Lab 13: Functional Programming
Objective
Apply functional programming (FP) principles in JavaScript — pure functions, immutability, higher-order functions, function composition, currying, and partial application — to write predictable, testable, and elegant code.
Background
Functional programming treats computation as the evaluation of mathematical functions, avoiding shared state and mutable data. JavaScript is a multi-paradigm language that fully supports FP patterns alongside OOP. Modern codebases — React, Redux, Ramda, fp-ts — are built on FP principles. Understanding FP makes you a significantly better JavaScript developer.
Time
45 minutes
Prerequisites
Lab 03 (Functions & Scope)
Lab 04 (Arrays & Objects)
Tools
Node.js 20 LTS
Docker image:
innozverse-js:latest
Lab Instructions
Step 1: Pure Functions & Side Effects
A pure function always returns the same output for the same input and has no side effects.
💡 Pure functions are testable by definition — no mocks, no setup, no teardown. They're also safe to run in parallel, memoize, and compose. The discipline of writing pure functions forces better architecture.
📸 Verified Output:
Step 2: Higher-Order Functions
Functions that take or return other functions. The foundation of FP in JavaScript.
💡 Memoization is a classic FP optimization: cache results of pure functions keyed by arguments. It's safe only for pure functions — impure functions with side effects would return stale cached results.
📸 Verified Output:
Step 3: Function Composition
Combine small, focused functions into larger ones.
💡
pipevscompose:pipe(f, g, h)(x)=h(g(f(x)))— left to right, readable as a sequence of transformations.compose(f, g, h)(x)=f(g(h(x)))— right to left, mathematical notation. Preferpipefor readability.
📸 Verified Output:
Step 4: Currying & Partial Application
Currying transforms f(a, b, c) into f(a)(b)(c). Partial application pre-fills some arguments.
💡 Currying enables point-free style — you build specialized functions by partial application rather than anonymous functions.

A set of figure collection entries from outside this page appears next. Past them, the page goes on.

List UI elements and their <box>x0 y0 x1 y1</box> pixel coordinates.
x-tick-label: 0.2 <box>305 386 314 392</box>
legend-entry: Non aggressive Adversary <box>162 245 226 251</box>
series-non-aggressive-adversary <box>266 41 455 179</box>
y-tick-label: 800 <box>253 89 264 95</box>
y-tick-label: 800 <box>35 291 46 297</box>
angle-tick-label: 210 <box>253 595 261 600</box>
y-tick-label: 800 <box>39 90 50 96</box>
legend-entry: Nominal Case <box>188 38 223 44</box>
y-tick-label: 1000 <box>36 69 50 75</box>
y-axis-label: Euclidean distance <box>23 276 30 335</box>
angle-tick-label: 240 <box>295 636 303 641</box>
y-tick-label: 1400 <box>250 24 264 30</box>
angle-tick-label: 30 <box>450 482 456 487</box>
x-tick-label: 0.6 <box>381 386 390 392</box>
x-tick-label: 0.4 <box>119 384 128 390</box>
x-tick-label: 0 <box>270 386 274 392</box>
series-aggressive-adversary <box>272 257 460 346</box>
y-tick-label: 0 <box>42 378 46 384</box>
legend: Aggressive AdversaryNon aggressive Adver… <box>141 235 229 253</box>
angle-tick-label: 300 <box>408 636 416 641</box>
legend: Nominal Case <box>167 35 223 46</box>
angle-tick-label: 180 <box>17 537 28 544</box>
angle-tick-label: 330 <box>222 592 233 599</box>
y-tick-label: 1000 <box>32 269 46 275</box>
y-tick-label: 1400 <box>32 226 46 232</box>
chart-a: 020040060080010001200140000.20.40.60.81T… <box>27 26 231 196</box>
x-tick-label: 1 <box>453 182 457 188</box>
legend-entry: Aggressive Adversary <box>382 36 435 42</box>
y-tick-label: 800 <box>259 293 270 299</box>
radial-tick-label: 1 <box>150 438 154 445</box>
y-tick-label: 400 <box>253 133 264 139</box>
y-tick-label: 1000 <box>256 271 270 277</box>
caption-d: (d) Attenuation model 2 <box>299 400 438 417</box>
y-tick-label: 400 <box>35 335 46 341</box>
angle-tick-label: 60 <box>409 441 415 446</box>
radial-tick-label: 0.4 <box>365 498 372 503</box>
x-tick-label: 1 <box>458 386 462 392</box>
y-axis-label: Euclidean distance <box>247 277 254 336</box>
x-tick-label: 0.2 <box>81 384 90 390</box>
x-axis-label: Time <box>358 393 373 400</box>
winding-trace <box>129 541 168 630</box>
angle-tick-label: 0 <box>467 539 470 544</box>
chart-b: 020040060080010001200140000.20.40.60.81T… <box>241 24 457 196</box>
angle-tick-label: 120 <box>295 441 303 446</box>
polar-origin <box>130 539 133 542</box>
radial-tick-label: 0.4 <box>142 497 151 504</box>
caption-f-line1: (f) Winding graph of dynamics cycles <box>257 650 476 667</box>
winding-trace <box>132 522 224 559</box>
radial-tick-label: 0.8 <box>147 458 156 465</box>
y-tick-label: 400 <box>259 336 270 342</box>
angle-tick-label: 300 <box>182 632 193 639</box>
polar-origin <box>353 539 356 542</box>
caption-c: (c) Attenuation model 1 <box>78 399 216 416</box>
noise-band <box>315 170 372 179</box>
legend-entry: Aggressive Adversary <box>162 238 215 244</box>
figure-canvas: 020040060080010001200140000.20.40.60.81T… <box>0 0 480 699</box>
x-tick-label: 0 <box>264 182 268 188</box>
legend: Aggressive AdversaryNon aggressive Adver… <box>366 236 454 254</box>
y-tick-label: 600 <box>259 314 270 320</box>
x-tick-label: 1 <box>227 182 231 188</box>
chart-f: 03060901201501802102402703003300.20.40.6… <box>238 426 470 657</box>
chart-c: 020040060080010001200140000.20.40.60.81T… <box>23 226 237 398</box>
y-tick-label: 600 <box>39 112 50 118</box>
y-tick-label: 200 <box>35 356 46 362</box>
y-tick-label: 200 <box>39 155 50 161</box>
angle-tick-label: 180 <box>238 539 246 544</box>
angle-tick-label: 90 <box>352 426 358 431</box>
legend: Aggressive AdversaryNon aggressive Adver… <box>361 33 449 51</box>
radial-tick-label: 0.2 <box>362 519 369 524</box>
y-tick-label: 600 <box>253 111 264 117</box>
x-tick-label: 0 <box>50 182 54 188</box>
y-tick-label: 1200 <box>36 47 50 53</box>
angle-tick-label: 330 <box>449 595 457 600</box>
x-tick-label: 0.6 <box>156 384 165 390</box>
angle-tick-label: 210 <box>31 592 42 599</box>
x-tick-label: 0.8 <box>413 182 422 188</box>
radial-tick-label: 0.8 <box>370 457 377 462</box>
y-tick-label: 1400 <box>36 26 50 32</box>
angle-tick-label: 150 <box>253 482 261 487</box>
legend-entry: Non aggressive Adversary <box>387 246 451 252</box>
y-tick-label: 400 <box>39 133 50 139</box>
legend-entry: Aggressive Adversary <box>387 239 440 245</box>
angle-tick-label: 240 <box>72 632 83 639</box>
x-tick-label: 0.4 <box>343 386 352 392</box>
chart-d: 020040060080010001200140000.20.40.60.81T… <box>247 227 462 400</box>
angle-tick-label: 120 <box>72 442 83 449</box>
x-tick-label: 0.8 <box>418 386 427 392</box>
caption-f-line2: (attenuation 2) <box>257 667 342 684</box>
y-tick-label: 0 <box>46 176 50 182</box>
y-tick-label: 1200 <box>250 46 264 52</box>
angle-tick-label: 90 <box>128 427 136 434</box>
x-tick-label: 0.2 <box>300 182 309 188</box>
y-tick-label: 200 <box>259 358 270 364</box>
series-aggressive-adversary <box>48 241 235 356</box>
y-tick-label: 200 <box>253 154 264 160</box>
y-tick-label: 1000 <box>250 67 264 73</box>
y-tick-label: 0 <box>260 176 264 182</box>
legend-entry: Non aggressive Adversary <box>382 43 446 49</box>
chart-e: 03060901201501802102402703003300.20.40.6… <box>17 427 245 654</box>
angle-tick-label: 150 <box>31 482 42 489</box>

prices.map(tenPercentOff)reads like English. Compare toprices.map(p => discount(0.1, p))— same result, less expressive.
📸 Verified Output:
Step 5: Immutability — Working Without Mutation
Avoid mutations to prevent bugs in shared state.
💡 Spread for nested objects is verbose but explicit. Libraries like Immer let you write "mutating" code that's actually immutable under the hood — they use Proxy to intercept mutations and produce new objects. For complex state, consider Immer.
📸 Verified Output:
Step 6: Functors & Monads — the Maybe Pattern
A practical introduction to monadic patterns for safe null handling.
💡 The Maybe monad eliminates
nullreference errors by wrapping values in a container.mapapplies a function only if the value exists, skipping it onnull/undefined. This is the pattern behind Optional in Java, Option in Rust/Scala, and JavaScript's optional chaining?..
📸 Verified Output:
Step 7: Transducers — Efficient Data Pipeline
Compose transformations that iterate only once, no matter how many steps.
💡 Transducers iterate the source once regardless of pipeline length. With large datasets (millions of rows), they avoid creating N intermediate arrays. Libraries like Ramda and transducers-js bring this to production code.
📸 Verified Output:
Step 8: Putting It Together — Functional Data Processing Pipeline
Build a complete FP-style data analysis pipeline.
💡 This pipeline is entirely composable. Each utility (
filterBy,groupBy,sumBy) can be reused in any combination. Adding a new analysis is one morepipe()call. This is the power of FP: small pieces, infinite combinations.
📸 Verified Output:
Verification
Expected: Tech spending and user breakdown printed correctly.
Common Mistakes
Mutating array arguments
Use [...arr], .slice(), or .map() to copy first
Treating impure HOFs as pure
Math.random(), Date.now() inside HOFs = impure
Deep mutation in spread
Spread is shallow — nested objects still share references
Over-engineering with FP
Use FP where it adds clarity; OOP is fine for stateful entities
Forgetting curried function arity
curry uses .length — rest params ...args have length 0
Summary
You've applied pure functions, higher-order functions, pipe/compose, currying, partial application, immutability, the Maybe monad, transducers, and a full FP data pipeline. Functional programming isn't about avoiding all state — it's about being deliberate: isolate side effects, prefer pure functions, and compose small pieces into powerful wholes.